BAILII is celebrating 24 years of free online access to the law! Would you consider making a contribution?
No donation is too small. If every visitor before 31 December gives just £1, it will have a significant impact on BAILII's ability to continue providing free access to the law.
Thank you very much for your support!
[Home] [Databases] [World Law] [Multidatabase Search] [Help] [Feedback] | ||
England and Wales Court of Appeal (Civil Division) Decisions |
||
You are here: BAILII >> Databases >> England and Wales Court of Appeal (Civil Division) Decisions >> Butt v Home Department [2002] EWCA Civ 783 (26 April 2002) URL: http://www.bailii.org/ew/cases/EWCA/Civ/2002/783.html Cite as: [2002] EWCA Civ 783 |
[New search] [Printable RTF version] [Help]
CIVIL DIVISION
ON APPEAL FROM THE HIGH COURT
EMPLOYMENT APPEAL TRIBUNAL
The Strand London Friday 26 April 2002 |
||
B e f o r e :
____________________
MR S A BUTT | Respondent/APPLICANT | |
and: | ||
THE HOME DEPARTMENT | Appellant/Respondent |
____________________
The Respondent did not appear and was not represented
____________________
Crown Copyright ©
Friday 26 April 2002
"That the Applicant's complaint that the Respondent discriminated against him by way of victimisation by reason of failing to send to him an Application Pack in respect of a position with DPAS is well-founded."
"In the case of the Application Pack, a deliberate decision was made that the Pack would not be sent. Again, not without some hesitation, we have concluded that was not a matter of direct discrimination. The reason argued by the Respondent for the failure to send the Pack, namely the Applicant's request that no correspondence be sent to him, is one that the Tribunal can, and does, accept. Accordingly, the less favourable treatment which the Respondent concedes occurred was not on racial grounds, but by reason of the Respondent making a decision to comply with the Applicant's own request."
"We accept Mr Branchflower's submission [counsel for the Home Office] that the earlier part of the Extended Reasons found as a primary fact that the Home Office had not omitted to send the application pack for any reason attributabel to racial grounds, but for an entirely different and uncontaminated reason. In those circumstances, we have come to the conclusion that on this point, the Decision of the Employment Tribunal cannot stand. We shall leave, until a later stage, what ought now to follow from that Decision allowing the appeal on that point."
"It is further submitted that in the light of the finding of a perverse decision, it is reasonable in the interests of justice to expect the Employment Appeal Tribunal to remit the decision to a differently constituted Tribunal and that it is not unreasonable to assume that a single finding of perversity brings into question the whole decision of the said Employment Tribunal sitting in Leeds and that permission be granted to have the matter heard before the Court of Appeal with regards to:
i. The Employment Appeal Tribunal's finding in respect of the application pack
ii. The Employment Appeal Tribunal's decision not to remit the matter to a differently constituted Tribunal in Leeds."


■ **TASK GOAL**
Reproduce the entries that follow verbatim, down to the final line.

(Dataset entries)
====

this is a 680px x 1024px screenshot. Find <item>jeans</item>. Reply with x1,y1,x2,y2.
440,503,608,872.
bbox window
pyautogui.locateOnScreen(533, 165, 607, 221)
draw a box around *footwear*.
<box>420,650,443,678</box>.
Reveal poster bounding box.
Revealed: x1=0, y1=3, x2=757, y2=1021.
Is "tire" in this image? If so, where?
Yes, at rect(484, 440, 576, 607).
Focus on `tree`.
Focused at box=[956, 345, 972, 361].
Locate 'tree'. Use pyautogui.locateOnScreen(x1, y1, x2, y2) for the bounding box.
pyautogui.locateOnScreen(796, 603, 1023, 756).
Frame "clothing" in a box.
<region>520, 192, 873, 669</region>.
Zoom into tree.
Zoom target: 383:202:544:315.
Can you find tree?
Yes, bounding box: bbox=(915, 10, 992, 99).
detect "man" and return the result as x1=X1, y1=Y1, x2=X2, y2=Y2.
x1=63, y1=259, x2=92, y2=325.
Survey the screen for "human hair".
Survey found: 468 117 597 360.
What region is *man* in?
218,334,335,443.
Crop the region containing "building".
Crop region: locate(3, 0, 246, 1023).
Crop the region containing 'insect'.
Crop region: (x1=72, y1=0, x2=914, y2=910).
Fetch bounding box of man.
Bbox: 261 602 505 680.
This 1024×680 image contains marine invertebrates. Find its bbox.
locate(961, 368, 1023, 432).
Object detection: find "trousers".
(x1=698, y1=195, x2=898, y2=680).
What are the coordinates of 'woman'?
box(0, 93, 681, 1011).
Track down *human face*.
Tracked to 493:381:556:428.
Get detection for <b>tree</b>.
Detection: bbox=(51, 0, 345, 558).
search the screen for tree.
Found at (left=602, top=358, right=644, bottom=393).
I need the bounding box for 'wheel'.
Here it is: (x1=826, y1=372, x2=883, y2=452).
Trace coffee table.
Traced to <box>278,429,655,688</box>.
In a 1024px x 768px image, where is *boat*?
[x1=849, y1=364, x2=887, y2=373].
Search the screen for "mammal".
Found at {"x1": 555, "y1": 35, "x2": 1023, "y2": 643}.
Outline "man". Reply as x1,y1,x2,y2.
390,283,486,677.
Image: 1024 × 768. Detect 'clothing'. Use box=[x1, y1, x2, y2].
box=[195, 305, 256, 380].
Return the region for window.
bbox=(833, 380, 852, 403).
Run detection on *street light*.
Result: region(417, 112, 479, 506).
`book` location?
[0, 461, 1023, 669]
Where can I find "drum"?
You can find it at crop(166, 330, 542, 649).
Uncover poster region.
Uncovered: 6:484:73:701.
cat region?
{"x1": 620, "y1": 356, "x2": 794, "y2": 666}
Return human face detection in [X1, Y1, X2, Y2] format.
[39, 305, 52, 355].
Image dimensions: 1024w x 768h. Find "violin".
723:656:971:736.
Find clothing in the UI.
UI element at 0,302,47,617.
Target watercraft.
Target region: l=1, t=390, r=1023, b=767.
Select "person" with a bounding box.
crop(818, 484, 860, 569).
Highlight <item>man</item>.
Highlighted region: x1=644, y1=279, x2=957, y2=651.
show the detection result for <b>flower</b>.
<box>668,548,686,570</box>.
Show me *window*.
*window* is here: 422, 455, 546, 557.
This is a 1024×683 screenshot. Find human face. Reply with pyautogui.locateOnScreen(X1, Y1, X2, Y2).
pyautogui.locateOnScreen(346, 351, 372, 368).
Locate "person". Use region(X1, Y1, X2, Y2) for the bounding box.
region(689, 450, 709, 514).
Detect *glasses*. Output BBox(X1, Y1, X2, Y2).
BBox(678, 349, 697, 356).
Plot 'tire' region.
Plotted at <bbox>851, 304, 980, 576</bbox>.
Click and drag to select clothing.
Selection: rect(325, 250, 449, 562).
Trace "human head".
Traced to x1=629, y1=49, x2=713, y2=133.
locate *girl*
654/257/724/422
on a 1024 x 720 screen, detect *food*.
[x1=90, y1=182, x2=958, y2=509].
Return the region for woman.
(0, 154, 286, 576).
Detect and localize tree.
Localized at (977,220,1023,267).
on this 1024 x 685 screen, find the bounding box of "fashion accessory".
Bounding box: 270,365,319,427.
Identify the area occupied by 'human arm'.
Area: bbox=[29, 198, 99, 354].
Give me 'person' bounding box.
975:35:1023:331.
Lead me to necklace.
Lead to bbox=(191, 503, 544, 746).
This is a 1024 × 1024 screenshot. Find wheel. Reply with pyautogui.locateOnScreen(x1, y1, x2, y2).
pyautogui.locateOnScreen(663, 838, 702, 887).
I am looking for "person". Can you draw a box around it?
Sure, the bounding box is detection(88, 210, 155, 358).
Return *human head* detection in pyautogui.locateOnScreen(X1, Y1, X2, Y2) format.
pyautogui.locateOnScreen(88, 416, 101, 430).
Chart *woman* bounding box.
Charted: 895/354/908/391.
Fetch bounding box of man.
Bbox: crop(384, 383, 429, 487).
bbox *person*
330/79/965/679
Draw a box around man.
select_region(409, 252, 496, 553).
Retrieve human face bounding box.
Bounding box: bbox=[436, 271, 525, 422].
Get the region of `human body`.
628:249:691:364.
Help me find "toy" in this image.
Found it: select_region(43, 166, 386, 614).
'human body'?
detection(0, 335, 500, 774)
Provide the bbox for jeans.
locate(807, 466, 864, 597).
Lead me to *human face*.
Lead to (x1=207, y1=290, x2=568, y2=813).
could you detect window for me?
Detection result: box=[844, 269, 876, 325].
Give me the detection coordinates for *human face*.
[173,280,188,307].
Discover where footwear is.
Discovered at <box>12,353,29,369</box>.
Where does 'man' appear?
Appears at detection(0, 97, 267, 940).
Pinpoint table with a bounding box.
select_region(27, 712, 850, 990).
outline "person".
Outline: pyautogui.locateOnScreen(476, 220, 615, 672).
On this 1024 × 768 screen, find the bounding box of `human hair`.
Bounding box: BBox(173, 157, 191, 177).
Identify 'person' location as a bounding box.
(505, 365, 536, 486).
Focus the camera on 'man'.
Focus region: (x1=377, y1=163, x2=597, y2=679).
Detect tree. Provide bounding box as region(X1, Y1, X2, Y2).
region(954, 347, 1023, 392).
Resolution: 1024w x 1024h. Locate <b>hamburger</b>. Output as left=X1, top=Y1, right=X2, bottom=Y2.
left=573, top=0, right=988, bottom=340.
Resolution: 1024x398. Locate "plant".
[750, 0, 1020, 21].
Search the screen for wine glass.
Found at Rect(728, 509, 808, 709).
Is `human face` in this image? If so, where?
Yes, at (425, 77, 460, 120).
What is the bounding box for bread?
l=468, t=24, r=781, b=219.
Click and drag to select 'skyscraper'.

====

■ **YOUR SOLUTION**
this is a 680px x 1024px screenshot. Find <item>jeans</item>. Reply with x1,y1,x2,y2.
440,503,608,872.
bbox window
pyautogui.locateOnScreen(533, 165, 607, 221)
draw a box around *footwear*.
<box>420,650,443,678</box>.
Reveal poster bounding box.
Revealed: x1=0, y1=3, x2=757, y2=1021.
Is "tire" in this image? If so, where?
Yes, at rect(484, 440, 576, 607).
Focus on `tree`.
Focused at box=[956, 345, 972, 361].
Locate 'tree'. Use pyautogui.locateOnScreen(x1, y1, x2, y2) for the bounding box.
pyautogui.locateOnScreen(796, 603, 1023, 756).
Frame "clothing" in a box.
<region>520, 192, 873, 669</region>.
Zoom into tree.
Zoom target: 383:202:544:315.
Can you find tree?
Yes, bounding box: bbox=(915, 10, 992, 99).
detect "man" and return the result as x1=X1, y1=Y1, x2=X2, y2=Y2.
x1=63, y1=259, x2=92, y2=325.
Survey the screen for "human hair".
Survey found: 468 117 597 360.
What region is *man* in?
218,334,335,443.
Crop the region containing "building".
Crop region: locate(3, 0, 246, 1023).
Crop the region containing 'insect'.
Crop region: (x1=72, y1=0, x2=914, y2=910).
Fetch bounding box of man.
Bbox: 261 602 505 680.
This 1024×680 image contains marine invertebrates. Find its bbox.
locate(961, 368, 1023, 432).
Object detection: find "trousers".
(x1=698, y1=195, x2=898, y2=680).
What are the coordinates of 'woman'?
box(0, 93, 681, 1011).
Track down *human face*.
Tracked to 493:381:556:428.
Get detection for <b>tree</b>.
Detection: bbox=(51, 0, 345, 558).
search the screen for tree.
Found at (left=602, top=358, right=644, bottom=393).
I need the bounding box for 'wheel'.
Here it is: (x1=826, y1=372, x2=883, y2=452).
Trace coffee table.
Traced to <box>278,429,655,688</box>.
In a 1024px x 768px image, where is *boat*?
[x1=849, y1=364, x2=887, y2=373].
Search the screen for "mammal".
Found at {"x1": 555, "y1": 35, "x2": 1023, "y2": 643}.
Outline "man". Reply as x1,y1,x2,y2.
390,283,486,677.
Image: 1024 × 768. Detect 'clothing'. Use box=[x1, y1, x2, y2].
box=[195, 305, 256, 380].
Return the region for window.
bbox=(833, 380, 852, 403).
Run detection on *street light*.
Result: region(417, 112, 479, 506).
`book` location?
[0, 461, 1023, 669]
Where can I find "drum"?
You can find it at crop(166, 330, 542, 649).
Uncover poster region.
Uncovered: 6:484:73:701.
cat region?
{"x1": 620, "y1": 356, "x2": 794, "y2": 666}
Return human face detection in [X1, Y1, X2, Y2] format.
[39, 305, 52, 355].
Image dimensions: 1024w x 768h. Find "violin".
723:656:971:736.
Find clothing in the UI.
UI element at 0,302,47,617.
Target watercraft.
Target region: l=1, t=390, r=1023, b=767.
Select "person" with a bounding box.
crop(818, 484, 860, 569).
Highlight <item>man</item>.
Highlighted region: x1=644, y1=279, x2=957, y2=651.
show the detection result for <b>flower</b>.
<box>668,548,686,570</box>.
Show me *window*.
*window* is here: 422, 455, 546, 557.
This is a 1024×683 screenshot. Find human face. Reply with pyautogui.locateOnScreen(X1, Y1, X2, Y2).
pyautogui.locateOnScreen(346, 351, 372, 368).
Locate "person". Use region(X1, Y1, X2, Y2) for the bounding box.
region(689, 450, 709, 514).
Detect *glasses*. Output BBox(X1, Y1, X2, Y2).
BBox(678, 349, 697, 356).
Plot 'tire' region.
Plotted at <bbox>851, 304, 980, 576</bbox>.
Click and drag to select clothing.
Selection: rect(325, 250, 449, 562).
Trace "human head".
Traced to x1=629, y1=49, x2=713, y2=133.
locate *girl*
654/257/724/422
on a 1024 x 720 screen, detect *food*.
[x1=90, y1=182, x2=958, y2=509].
Return the region for woman.
(0, 154, 286, 576).
Detect and localize tree.
Localized at (977,220,1023,267).
on this 1024 x 685 screen, find the bounding box of "fashion accessory".
Bounding box: 270,365,319,427.
Identify the area occupied by 'human arm'.
Area: bbox=[29, 198, 99, 354].
Give me 'person' bounding box.
975:35:1023:331.
Lead me to necklace.
Lead to bbox=(191, 503, 544, 746).
This is a 1024 × 1024 screenshot. Find wheel. Reply with pyautogui.locateOnScreen(x1, y1, x2, y2).
pyautogui.locateOnScreen(663, 838, 702, 887).
I am looking for "person". Can you draw a box around it?
Sure, the bounding box is detection(88, 210, 155, 358).
Return *human head* detection in pyautogui.locateOnScreen(X1, Y1, X2, Y2) format.
pyautogui.locateOnScreen(88, 416, 101, 430).
Chart *woman* bounding box.
Charted: 895/354/908/391.
Fetch bounding box of man.
Bbox: crop(384, 383, 429, 487).
bbox *person*
330/79/965/679
Draw a box around man.
select_region(409, 252, 496, 553).
Retrieve human face bounding box.
Bounding box: bbox=[436, 271, 525, 422].
Get the region of `human body`.
628:249:691:364.
Help me find "toy" in this image.
Found it: select_region(43, 166, 386, 614).
'human body'?
detection(0, 335, 500, 774)
Provide the bbox for jeans.
locate(807, 466, 864, 597).
Lead me to *human face*.
Lead to (x1=207, y1=290, x2=568, y2=813).
could you detect window for me?
Detection result: box=[844, 269, 876, 325].
Give me the detection coordinates for *human face*.
[173,280,188,307].
Discover where footwear is.
Discovered at <box>12,353,29,369</box>.
Where does 'man' appear?
Appears at detection(0, 97, 267, 940).
Pinpoint table with a bounding box.
select_region(27, 712, 850, 990).
outline "person".
Outline: pyautogui.locateOnScreen(476, 220, 615, 672).
On this 1024 × 768 screen, find the bounding box of `human hair`.
Bounding box: BBox(173, 157, 191, 177).
Identify 'person' location as a bounding box.
(505, 365, 536, 486).
Focus the camera on 'man'.
Focus region: (x1=377, y1=163, x2=597, y2=679).
Detect tree. Provide bounding box as region(X1, Y1, X2, Y2).
region(954, 347, 1023, 392).
Resolution: 1024w x 1024h. Locate <b>hamburger</b>. Output as left=X1, top=Y1, right=X2, bottom=Y2.
left=573, top=0, right=988, bottom=340.
Resolution: 1024x398. Locate "plant".
[750, 0, 1020, 21].
Search the screen for wine glass.
Found at Rect(728, 509, 808, 709).
Is `human face` in this image? If so, where?
Yes, at (425, 77, 460, 120).
What is the bounding box for bread?
l=468, t=24, r=781, b=219.
Click and drag to select 'skyscraper'.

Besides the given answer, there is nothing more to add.